Later, in a remarkably blunt interview, Senna admitted that he had gone into that race with a clear plan. He said he had decided that if Prost took the inside line again and closed the door, “there was no way” he would back out. It was, in his own words, a response to what he saw as manipulated justice in 1989.
This is the direct line the article needed. The 1989 chicane flashpoint and disqualification were not just background context. They were the psychological trigger for 1990. In Senna’s mind, that collision at Turn 1 was payback for the penalty that cost him the previous title and for a system he believed was stacked against him. Watching those two F1 overtakes attempts together feels less like separate incidents and more like a brutal two part story.
1. Abu Dhabi Title F1 Overtakes Final Word
Abu Dhabi 2021 gave F1 one of the most disputed final laps the sport has ever seen. Lewis Hamilton led comfortably late in the race, on older hard tyres, with Max Verstappen behind on fresher softs after a late safety car. Race control then made the call that still sparks arguments: only the lapped cars between the title contenders were allowed to unlap themselves, and the safety car came in with a single lap to go.

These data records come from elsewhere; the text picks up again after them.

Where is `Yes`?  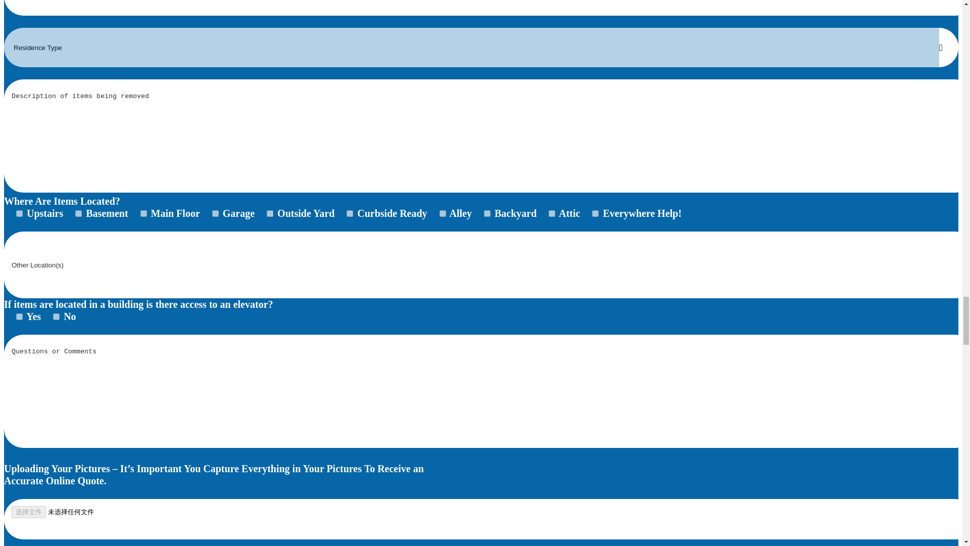 Yes is located at coordinates (19, 316).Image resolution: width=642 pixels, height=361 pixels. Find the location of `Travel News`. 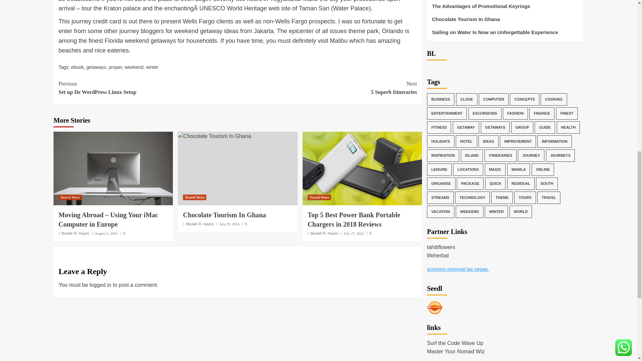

On the restart, Verstappen threw his Red Bull down the inside into Turn 5. Hamilton tried to cover but, with worn tyres and less grip, could not hold the line. Verstappen moved ahead and, despite Hamilton’s attempt to fight back through the next sequence, stayed there to the flag. That one move turned a likely 8th world title for Hamilton into a first for Verstappen. The points swing, 18 for second to 25 for the win plus fastest lap for Verstappen, flipped a season that had been level on points at the start of the day.
Verstappen called it “wild” and thanked his team for the strategy. Hamilton, measured but clearly stunned, said only that the team had done everything they could. Social media, and much of the paddock, exploded. Some saw the restart procedure as creative refereeing, others as a breach of the rule book. The FIA later acknowledged “confusion” and changed the safety car regulations, but the result stood.

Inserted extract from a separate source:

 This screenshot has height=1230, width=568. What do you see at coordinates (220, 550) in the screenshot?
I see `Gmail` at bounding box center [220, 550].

Abu Dhabi 2021 is not just another last lap pass. It is the modern reference point for every argument about how far race control should go in trying to end under green. As long as people talk about championship defining F1 overtakes, this one will sit at the top of the list, argued over in bars, group chats, and stewards rooms for years.
What Comes Next
If there is a thread through all of these moments, it is that the biggest F1 overtakes rarely feel reasonable in the moment. They are born from anger, desperation, or a very quiet belief that you were put on earth to win this title, not finish safely in second.
The other pattern is that the bill often arrives later. Jerez shaped how people saw Schumacher for the rest of his career. Suzuka 1990 still colours every debate about Senna. Austria 2019 and Abu Dhabi 2021 defined how fans read Verstappen’s wheel to wheel choices. The sport keeps these memories close. They influence stewarding, driver reputations, even how young karters are taught to think about space.
The next great F1 champion will feel all of that history and still, one day, throw a car into a gap where most of us would lift.
Also read: https://sportsorca.com/f1/f1-launch-liveries/
I’m a sports and pop culture junkie who loves the buzz of a big match and the comfort of a great story on screen. When I’m not chasing highlights and hot takes, I’m planning the next trip, hunting for underrated films or debating the best clutch moments with anyone who will listen.